Colorado Repeat Child Sex Offender Sentenced to 150 Months for Crossing State Lines
A Colorado man received a 150-month prison term and lifetime supervised release in Utah federal court after traveling from Colorado to St. George to meet someone he believed was a 13-year-old girl. The sentence triggers mandatory federal sex-offender registration and closes one case in a multi-state undercover operation targeting interstate child exploitation.
winnipegfreepress.comST. GEORGE, Utah — A repeat child sex offender from Colorado was sentenced to 150 months in federal prison and a lifetime of supervised release after he drove from Colorado to southern Utah intending to have sex with a person he believed was a 13-year-old girl.
The defendant communicated online with an undercover law enforcement officer posing as the minor, according to the U.S. Department of Justice. He was arrested upon arrival in St. George. The sentencing occurred today in U.S. District Court for the District of Utah.
The 150-month term equals 12.5 years. Federal law requires lifetime supervised release for this offense category, during which the offender must register as a sex offender, submit to periodic polygraph examinations, and comply with strict restrictions on internet use, travel, and contact with minors.

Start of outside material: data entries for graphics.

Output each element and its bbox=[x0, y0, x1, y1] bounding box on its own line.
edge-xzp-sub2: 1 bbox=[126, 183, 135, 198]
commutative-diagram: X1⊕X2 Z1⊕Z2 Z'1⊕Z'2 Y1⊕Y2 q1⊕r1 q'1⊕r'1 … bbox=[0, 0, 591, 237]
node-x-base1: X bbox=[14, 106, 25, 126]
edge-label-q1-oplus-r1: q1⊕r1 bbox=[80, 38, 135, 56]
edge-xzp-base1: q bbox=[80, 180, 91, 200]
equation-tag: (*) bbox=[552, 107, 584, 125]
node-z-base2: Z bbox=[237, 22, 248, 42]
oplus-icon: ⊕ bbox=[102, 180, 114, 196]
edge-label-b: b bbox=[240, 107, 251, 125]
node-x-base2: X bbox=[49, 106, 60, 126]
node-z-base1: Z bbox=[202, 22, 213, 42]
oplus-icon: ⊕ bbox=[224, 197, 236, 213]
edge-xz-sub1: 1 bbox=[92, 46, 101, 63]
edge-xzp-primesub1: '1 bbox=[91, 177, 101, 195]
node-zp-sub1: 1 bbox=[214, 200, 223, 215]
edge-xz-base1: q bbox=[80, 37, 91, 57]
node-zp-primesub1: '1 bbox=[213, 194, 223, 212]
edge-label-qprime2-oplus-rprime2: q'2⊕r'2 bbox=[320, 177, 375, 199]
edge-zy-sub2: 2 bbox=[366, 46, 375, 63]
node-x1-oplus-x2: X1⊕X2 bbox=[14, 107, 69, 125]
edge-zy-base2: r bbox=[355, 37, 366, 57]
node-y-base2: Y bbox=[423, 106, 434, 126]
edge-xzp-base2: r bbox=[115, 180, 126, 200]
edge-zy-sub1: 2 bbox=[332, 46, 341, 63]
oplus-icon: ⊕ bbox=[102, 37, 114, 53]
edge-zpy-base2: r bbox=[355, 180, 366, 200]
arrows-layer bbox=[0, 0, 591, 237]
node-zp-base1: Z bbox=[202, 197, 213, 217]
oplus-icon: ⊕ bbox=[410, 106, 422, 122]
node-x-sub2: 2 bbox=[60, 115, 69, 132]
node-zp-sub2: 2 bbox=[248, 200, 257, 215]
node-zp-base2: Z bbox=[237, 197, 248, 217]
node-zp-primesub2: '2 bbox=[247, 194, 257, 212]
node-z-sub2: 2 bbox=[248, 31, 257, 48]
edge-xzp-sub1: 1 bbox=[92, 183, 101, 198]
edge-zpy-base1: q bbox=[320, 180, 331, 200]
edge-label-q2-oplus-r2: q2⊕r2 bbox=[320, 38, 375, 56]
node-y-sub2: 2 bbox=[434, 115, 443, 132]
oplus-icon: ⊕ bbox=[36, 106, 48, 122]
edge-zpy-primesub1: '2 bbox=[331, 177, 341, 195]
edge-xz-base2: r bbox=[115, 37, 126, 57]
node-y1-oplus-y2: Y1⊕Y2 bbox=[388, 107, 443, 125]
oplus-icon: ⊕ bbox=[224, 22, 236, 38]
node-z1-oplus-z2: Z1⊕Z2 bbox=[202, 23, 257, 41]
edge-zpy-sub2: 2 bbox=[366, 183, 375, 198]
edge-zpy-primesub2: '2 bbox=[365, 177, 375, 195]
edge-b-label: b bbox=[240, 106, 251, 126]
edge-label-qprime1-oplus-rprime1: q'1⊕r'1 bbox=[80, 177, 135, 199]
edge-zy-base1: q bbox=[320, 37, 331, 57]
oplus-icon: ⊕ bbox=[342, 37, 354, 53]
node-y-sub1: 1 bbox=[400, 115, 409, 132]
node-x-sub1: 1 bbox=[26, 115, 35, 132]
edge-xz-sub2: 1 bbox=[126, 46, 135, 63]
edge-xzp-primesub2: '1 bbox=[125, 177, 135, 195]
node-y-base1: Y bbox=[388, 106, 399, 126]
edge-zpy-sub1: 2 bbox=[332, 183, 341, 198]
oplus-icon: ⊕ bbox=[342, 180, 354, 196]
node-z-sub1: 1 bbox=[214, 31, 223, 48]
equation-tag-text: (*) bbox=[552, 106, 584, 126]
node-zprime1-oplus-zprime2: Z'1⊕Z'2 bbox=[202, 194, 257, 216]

The prior criminal record as a repeat offender directly influenced the guidelines range applied by the court.
The sentence shifts the offender from pretrial status to immediate incarceration at a Bureau of Prisons facility. Upon release he enters supervised release for life, a status that can be revoked for any violation and carries its own federal penalties. The judgment also mandates payment of any applicable special assessment and restitution.
Downstream, the conviction adds one more case to the national count of interstate child sex travel prosecutions handled by U.S. Attorney’s Offices and Homeland Security Investigations. It requires the offender’s information to be entered into the National Sex Offender Registry within three business days of release from prison.
Utah and Colorado authorities must now coordinate on any state-level registration obligations that run concurrently with the federal lifetime supervision. The case also serves as notice to other online predators that multi-state undercover operations continue to produce federal indictments and lengthy sentences.
This prosecution follows the standard template used in federal sting operations conducted under 18 U.S.C. § 2423(b), which criminalizes travel across state lines with intent to engage in illicit sexual conduct with a minor. The Department of Justice has issued similar announcements from multiple districts this year involving defendants who drove or flew to meet undercover officers posing as minors.